Indian Bank Gets ARC Shareholding Exemption Till March 2026
- Blog|News|FEMA & Banking|
- 2 Min Read
- By Taxmann
- |
- Last Updated on 16 May, 2025

Notification No. S.O. 2138(E); Dated: 14.05.2025
1. Regulatory Backdrop—What Section 19(2) Says
Section 19(2) of the Banking Regulation Act, 1949 bars a bank from holding shares in any non-subsidiary company exceeding 30 % of (a) that company’s paid-up capital or (b) the bank’s own paid-up capital + reserves, whichever is lower. The cap is meant to prevent over-concentration of risk and keep banks focused on core lending.
2. Statutory Power to Relax the Cap
Under Section 53(1), the Central Government may, on the RBI’s advice, “declare by notification that any provision of this Act shall not apply … to any banking company for such period and subject to … conditions as may be specified.” The latest notification invokes this carve-out.
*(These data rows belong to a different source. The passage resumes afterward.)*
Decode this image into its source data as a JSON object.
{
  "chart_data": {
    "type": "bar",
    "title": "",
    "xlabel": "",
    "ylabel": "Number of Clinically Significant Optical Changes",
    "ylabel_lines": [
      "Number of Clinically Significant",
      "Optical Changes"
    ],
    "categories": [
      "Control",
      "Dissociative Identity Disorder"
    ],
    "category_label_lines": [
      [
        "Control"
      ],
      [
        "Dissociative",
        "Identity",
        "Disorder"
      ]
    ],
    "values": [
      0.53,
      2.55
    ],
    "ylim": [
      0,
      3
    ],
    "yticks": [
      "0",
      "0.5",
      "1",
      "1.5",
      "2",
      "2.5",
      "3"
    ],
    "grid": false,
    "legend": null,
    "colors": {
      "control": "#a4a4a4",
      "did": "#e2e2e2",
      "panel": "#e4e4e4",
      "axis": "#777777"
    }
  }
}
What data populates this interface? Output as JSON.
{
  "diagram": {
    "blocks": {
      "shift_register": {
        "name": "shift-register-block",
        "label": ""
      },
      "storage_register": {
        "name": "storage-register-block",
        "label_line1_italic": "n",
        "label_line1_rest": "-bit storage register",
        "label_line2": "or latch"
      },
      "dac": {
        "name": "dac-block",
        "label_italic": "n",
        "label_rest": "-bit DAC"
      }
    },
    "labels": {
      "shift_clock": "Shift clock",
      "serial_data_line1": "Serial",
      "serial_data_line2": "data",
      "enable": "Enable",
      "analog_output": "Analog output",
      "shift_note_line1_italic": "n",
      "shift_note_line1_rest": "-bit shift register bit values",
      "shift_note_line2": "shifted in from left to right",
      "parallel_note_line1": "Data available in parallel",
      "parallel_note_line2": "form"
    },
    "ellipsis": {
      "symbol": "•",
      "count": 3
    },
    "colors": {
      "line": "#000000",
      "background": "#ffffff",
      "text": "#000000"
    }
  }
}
3. Why Indian Bank Needed the Waiver
Indian Bank already owns >30 % in ASREC (India) Ltd., an asset-reconstruction company (ARC) that buys and works out stressed assets. Without the waiver the bank would have had to dilute its stake or breach the Act. RBI recommended the exemption to let the public-sector lender retain strategic control and support the bad-asset resolution ecosystem.
4. How This Differs from Earlier Relief
A similar exemption had been granted in January 2024 but was due to lapse on 31 March 2025. The fresh notification extends the window by one more year, signalling policy continuity while giving the bank time to plan any future exit or restructuring.
5. Practical Implications for Indian Bank
- No Forced Divestment – The bank can keep its majority influence in ASREC through FY 2025-26.
- Capital-Adequacy Impact – Shares in financial subsidiaries/ARCs attract a 250 % risk weight; the exemption does not alter Basel treatment, so capital planning must factor that in.
- Governance & Reporting – Indian Bank must disclose the exemption and stake details in its annual report and comply with RBI’s master directions on investments in ARCs.
- Deadline Awareness – Unless re-extended, the stake must be trimmed on or before 1 April 2026 or a fresh exemption sought.
6. Broader Sector Takeaways
- Case-by-case relief – The government hasn’t raised the cap industry-wide; each bank still needs a specific S. 53 notification.
- Policy signal – Authorities remain supportive of bank-led clean-up of NPAs through ARCs.
- Compliance alert for peers – Other lenders with outsized stakes in ARCs or fintech associates should track their own sunset dates and engage early with RBI.